Prospect Heights Welcomes Return to Normalcy

Home Brooklyn Life Prospect Heights Welcomes Return to Normalcy

By Joseph Deaux

Outside the Branded Saloon in Prospect Heights, where a patron was stabbed in a bar fight on September 30. (The Brooklyn Ink/Joseph Deaux)
Outside the Branded Saloon in Prospect Heights, where a patron was stabbed in a bar fight on September 30. (The Brooklyn Ink/Joseph Deaux)

Music from Branded Saloon funnels from the bar into Vanderbilt Avenue, where Chai Eun Hillmann died nearly two weeks ago. A giant moose head hangs above the kitchen window. There are Texas longhorns above the cash register and two massive, wooden wheels hover over the bar. The Spice Girls play, incongruously. The bartender, Chris Young, grooves to the song and patrons bob their heads.

On September 30, Hillmann lay on the bar, bleeding to death. But now the bartender opens a bottle of champagne. The cork explodes and hits the ceiling. Chatter in the bar hushes and the bartender smiles broadly and shouts, “Mazel tov!” Cheers reverberate throughout the establishment.

The Branded Saloon is returning to life.

Hillmann was stabbed in a fight about a dog. Police told reporters that Daniel Pagan, 36, was at the bar with his wife and dog. He tied his dog’s leash at the bar near Hillmann’s dog. Their leashes became entangled and they began skirmishing. Hillmann, who was in the back playing charity poker, emerged to see what was happening. So too did Pagan. Witnesses say Hillmann and Pagan started arguing. The argument spilled out into the street where, police said, Pagan allegedly pulled a knife. Daniel Hultquist, the bartender working that night, ran out to try and calm Pagan down.

“I guess I came off as too threatening,” Hultquist says because Pagan then turned and allegedly stabbed him in the neck. Police said that Pagan stabbed Hillmann multiple times. Before an ambulance arrived to the scene, Hultquist says Hillmann was lying in the street bleeding, so he picked him up and brought him into the bar. “Chai didn’t say anything,” Hultquist says. He was pronounced dead on arrival at Kings County Hospital. Pagan was arrested by authorities and charged with murder and attempted murder.

Chris Young began working at Branded Saloon three weeks ago. He met Hillmann the night before his death.

“Chai was a pain in the ass. I mean, you know he was,” he says. “For me I was more sad. I mean, I don’t know. I couldn’t believe it—this neighborhood.”

Hultquist says that he and Hillmann were good friends. Even though they only worked together since the bar opened on Memorial Day weekend, he says that friendship with co-workers “kind of grows in dog years.” He says he looked out for Hillmann the way Hillmann did for him. “We all look after each other,” he says. Hultquist needed 20 stitches from the stab wound.

A few days after his death, the bar held a vigil to remember Hillmann. People who attended say the event was moving.

“Everyone is just okay with everyone else,” Young says. “I would have wanted that kind of send off,” Young says. Hultquist says that since Hillmann’s death everybody is a bit closer. He stares at the counter.

“I don’t know. I feel a bit selfish or relieved that I’m still alive,” he says.

He pours himself a drink. The regulars are cackling about obscene gestures and provocative jokes. People play poker in the back. The cook is giggling through his kitchen window.

Outside, Hultquist extinguishes his cigarette and quietly retires to the bar, leaving the topic of Hillmann’s death for the others standing outside to discuss. He already lived it.

Leave a Reply

Your email address will not be published.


# [PROBLEM DETAILS]
The records below must be copied in full, exactly as they read.
-------- TASK INPUT --------
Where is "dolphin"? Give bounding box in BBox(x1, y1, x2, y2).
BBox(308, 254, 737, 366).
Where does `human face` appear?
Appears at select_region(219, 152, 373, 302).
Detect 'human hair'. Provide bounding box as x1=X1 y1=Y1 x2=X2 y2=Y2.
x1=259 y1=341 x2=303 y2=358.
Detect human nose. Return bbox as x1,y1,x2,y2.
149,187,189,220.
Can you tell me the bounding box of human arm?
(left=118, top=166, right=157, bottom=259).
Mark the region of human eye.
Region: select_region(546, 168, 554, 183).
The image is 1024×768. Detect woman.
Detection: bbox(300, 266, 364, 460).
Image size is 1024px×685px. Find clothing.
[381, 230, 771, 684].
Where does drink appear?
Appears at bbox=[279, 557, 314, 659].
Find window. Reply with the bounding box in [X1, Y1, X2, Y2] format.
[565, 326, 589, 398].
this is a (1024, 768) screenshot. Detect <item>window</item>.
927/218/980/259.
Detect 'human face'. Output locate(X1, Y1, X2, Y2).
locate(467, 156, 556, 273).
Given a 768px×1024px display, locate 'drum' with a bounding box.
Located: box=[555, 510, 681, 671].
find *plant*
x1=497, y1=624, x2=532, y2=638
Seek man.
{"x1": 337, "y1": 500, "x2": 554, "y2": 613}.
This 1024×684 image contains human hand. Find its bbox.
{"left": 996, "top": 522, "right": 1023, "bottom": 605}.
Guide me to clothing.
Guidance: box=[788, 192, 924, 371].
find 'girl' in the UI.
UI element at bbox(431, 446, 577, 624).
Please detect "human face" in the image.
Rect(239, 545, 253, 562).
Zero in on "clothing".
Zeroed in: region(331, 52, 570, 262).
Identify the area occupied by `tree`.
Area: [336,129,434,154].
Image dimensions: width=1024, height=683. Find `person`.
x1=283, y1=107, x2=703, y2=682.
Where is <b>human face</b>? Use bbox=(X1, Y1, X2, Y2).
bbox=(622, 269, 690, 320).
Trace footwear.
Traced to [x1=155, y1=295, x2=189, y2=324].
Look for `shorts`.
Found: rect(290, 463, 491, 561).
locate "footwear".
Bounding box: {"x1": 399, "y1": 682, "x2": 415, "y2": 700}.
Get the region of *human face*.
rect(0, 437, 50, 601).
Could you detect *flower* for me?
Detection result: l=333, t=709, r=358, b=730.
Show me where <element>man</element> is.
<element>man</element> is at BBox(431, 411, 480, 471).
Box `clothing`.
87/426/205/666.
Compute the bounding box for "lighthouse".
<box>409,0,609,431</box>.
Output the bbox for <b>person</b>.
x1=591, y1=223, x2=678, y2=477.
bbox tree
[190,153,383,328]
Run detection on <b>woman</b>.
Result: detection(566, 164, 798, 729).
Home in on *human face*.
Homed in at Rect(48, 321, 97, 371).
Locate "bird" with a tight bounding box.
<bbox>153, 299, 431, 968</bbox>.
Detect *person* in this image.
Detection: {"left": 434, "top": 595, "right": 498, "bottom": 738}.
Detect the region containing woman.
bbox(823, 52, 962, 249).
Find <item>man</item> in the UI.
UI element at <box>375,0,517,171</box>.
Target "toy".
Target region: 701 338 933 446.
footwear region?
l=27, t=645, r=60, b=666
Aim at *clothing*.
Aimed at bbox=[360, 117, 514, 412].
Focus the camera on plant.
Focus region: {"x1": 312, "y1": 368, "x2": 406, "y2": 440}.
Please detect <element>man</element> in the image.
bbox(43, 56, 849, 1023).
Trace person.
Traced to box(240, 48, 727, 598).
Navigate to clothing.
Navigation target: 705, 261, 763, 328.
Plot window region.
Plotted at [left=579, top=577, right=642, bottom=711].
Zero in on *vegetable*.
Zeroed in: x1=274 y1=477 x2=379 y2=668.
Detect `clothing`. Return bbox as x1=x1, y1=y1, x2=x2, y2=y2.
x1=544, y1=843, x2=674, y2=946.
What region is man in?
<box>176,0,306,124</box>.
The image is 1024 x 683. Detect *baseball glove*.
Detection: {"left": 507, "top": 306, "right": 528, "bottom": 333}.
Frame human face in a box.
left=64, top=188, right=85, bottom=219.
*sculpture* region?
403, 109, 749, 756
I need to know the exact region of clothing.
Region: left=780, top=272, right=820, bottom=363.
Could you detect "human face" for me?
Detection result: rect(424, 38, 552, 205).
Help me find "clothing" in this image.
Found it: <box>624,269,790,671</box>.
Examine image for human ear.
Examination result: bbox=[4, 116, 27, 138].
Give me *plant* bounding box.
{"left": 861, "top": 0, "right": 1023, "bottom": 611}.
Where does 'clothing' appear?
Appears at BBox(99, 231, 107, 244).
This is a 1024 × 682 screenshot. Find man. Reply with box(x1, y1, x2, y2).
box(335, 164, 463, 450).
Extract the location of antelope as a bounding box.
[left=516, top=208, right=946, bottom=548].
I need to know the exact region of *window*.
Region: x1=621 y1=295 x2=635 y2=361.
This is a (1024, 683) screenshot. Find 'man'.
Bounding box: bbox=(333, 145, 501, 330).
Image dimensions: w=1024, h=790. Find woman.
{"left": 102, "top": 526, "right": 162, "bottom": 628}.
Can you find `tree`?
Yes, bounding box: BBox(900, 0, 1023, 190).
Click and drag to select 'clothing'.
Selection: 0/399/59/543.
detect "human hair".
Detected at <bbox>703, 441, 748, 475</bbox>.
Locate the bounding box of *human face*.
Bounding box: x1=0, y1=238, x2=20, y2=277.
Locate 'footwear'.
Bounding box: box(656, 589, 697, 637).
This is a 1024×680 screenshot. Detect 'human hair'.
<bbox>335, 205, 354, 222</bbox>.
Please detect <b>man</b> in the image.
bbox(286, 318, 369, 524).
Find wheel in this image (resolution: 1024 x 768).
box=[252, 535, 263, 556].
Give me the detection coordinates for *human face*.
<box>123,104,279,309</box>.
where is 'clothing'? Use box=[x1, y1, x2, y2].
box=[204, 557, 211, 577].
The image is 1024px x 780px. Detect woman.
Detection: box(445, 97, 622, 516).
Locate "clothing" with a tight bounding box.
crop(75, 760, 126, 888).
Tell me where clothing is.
--------
# [OUTPUT BELOW]
Where is "dolphin"? Give bounding box in BBox(x1, y1, x2, y2).
BBox(308, 254, 737, 366).
Where does `human face` appear?
Appears at select_region(219, 152, 373, 302).
Detect 'human hair'. Provide bounding box as x1=X1 y1=Y1 x2=X2 y2=Y2.
x1=259 y1=341 x2=303 y2=358.
Detect human nose. Return bbox as x1,y1,x2,y2.
149,187,189,220.
Can you tell me the bounding box of human arm?
(left=118, top=166, right=157, bottom=259).
Mark the region of human eye.
Region: select_region(546, 168, 554, 183).
The image is 1024×768. Detect woman.
Detection: bbox(300, 266, 364, 460).
Image size is 1024px×685px. Find clothing.
[381, 230, 771, 684].
Where does drink appear?
Appears at bbox=[279, 557, 314, 659].
Find window. Reply with the bounding box in [X1, Y1, X2, Y2] format.
[565, 326, 589, 398].
this is a (1024, 768) screenshot. Detect <item>window</item>.
927/218/980/259.
Detect 'human face'. Output locate(X1, Y1, X2, Y2).
locate(467, 156, 556, 273).
Given a 768px×1024px display, locate 'drum' with a bounding box.
Located: box=[555, 510, 681, 671].
find *plant*
x1=497, y1=624, x2=532, y2=638
Seek man.
{"x1": 337, "y1": 500, "x2": 554, "y2": 613}.
This 1024×684 image contains human hand. Find its bbox.
{"left": 996, "top": 522, "right": 1023, "bottom": 605}.
Guide me to clothing.
Guidance: box=[788, 192, 924, 371].
find 'girl' in the UI.
UI element at bbox(431, 446, 577, 624).
Please detect "human face" in the image.
Rect(239, 545, 253, 562).
Zero in on "clothing".
Zeroed in: region(331, 52, 570, 262).
Identify the area occupied by `tree`.
Area: [336,129,434,154].
Image dimensions: width=1024, height=683. Find `person`.
x1=283, y1=107, x2=703, y2=682.
Where is <b>human face</b>? Use bbox=(X1, Y1, X2, Y2).
bbox=(622, 269, 690, 320).
Trace footwear.
Traced to [x1=155, y1=295, x2=189, y2=324].
Look for `shorts`.
Found: rect(290, 463, 491, 561).
locate "footwear".
Bounding box: {"x1": 399, "y1": 682, "x2": 415, "y2": 700}.
Get the region of *human face*.
rect(0, 437, 50, 601).
Could you detect *flower* for me?
Detection result: l=333, t=709, r=358, b=730.
Show me where <element>man</element> is.
<element>man</element> is at BBox(431, 411, 480, 471).
Box `clothing`.
87/426/205/666.
Compute the bounding box for "lighthouse".
<box>409,0,609,431</box>.
Output the bbox for <b>person</b>.
x1=591, y1=223, x2=678, y2=477.
bbox tree
[190,153,383,328]
Run detection on <b>woman</b>.
Result: detection(566, 164, 798, 729).
Home in on *human face*.
Homed in at Rect(48, 321, 97, 371).
Locate "bird" with a tight bounding box.
<bbox>153, 299, 431, 968</bbox>.
Detect *person* in this image.
Detection: {"left": 434, "top": 595, "right": 498, "bottom": 738}.
Detect the region containing woman.
bbox(823, 52, 962, 249).
Find <item>man</item> in the UI.
UI element at <box>375,0,517,171</box>.
Target "toy".
Target region: 701 338 933 446.
footwear region?
l=27, t=645, r=60, b=666
Aim at *clothing*.
Aimed at bbox=[360, 117, 514, 412].
Focus the camera on plant.
Focus region: {"x1": 312, "y1": 368, "x2": 406, "y2": 440}.
Please detect <element>man</element> in the image.
bbox(43, 56, 849, 1023).
Trace person.
Traced to box(240, 48, 727, 598).
Navigate to clothing.
Navigation target: 705, 261, 763, 328.
Plot window region.
Plotted at [left=579, top=577, right=642, bottom=711].
Zero in on *vegetable*.
Zeroed in: x1=274 y1=477 x2=379 y2=668.
Detect `clothing`. Return bbox as x1=x1, y1=y1, x2=x2, y2=y2.
x1=544, y1=843, x2=674, y2=946.
What region is man in?
<box>176,0,306,124</box>.
The image is 1024 x 683. Detect *baseball glove*.
Detection: {"left": 507, "top": 306, "right": 528, "bottom": 333}.
Frame human face in a box.
left=64, top=188, right=85, bottom=219.
*sculpture* region?
403, 109, 749, 756
I need to know the exact region of clothing.
Region: left=780, top=272, right=820, bottom=363.
Could you detect "human face" for me?
Detection result: rect(424, 38, 552, 205).
Help me find "clothing" in this image.
Found it: <box>624,269,790,671</box>.
Examine image for human ear.
Examination result: bbox=[4, 116, 27, 138].
Give me *plant* bounding box.
{"left": 861, "top": 0, "right": 1023, "bottom": 611}.
Where does 'clothing' appear?
Appears at BBox(99, 231, 107, 244).
This is a 1024 × 682 screenshot. Find man. Reply with box(x1, y1, x2, y2).
box(335, 164, 463, 450).
Extract the location of antelope as a bounding box.
[left=516, top=208, right=946, bottom=548].
I need to know the exact region of *window*.
Region: x1=621 y1=295 x2=635 y2=361.
This is a (1024, 683) screenshot. Find 'man'.
Bounding box: bbox=(333, 145, 501, 330).
Image dimensions: w=1024, h=790. Find woman.
{"left": 102, "top": 526, "right": 162, "bottom": 628}.
Can you find `tree`?
Yes, bounding box: BBox(900, 0, 1023, 190).
Click and drag to select 'clothing'.
Selection: 0/399/59/543.
detect "human hair".
Detected at <bbox>703, 441, 748, 475</bbox>.
Locate the bounding box of *human face*.
Bounding box: x1=0, y1=238, x2=20, y2=277.
Locate 'footwear'.
Bounding box: box(656, 589, 697, 637).
This is a 1024×680 screenshot. Detect 'human hair'.
<bbox>335, 205, 354, 222</bbox>.
Please detect <b>man</b> in the image.
bbox(286, 318, 369, 524).
Find wheel in this image (resolution: 1024 x 768).
box=[252, 535, 263, 556].
Give me the detection coordinates for *human face*.
<box>123,104,279,309</box>.
where is 'clothing'? Use box=[x1, y1, x2, y2].
box=[204, 557, 211, 577].
The image is 1024px x 780px. Detect woman.
Detection: box(445, 97, 622, 516).
Locate "clothing" with a tight bounding box.
crop(75, 760, 126, 888).
Tell me where clothing is.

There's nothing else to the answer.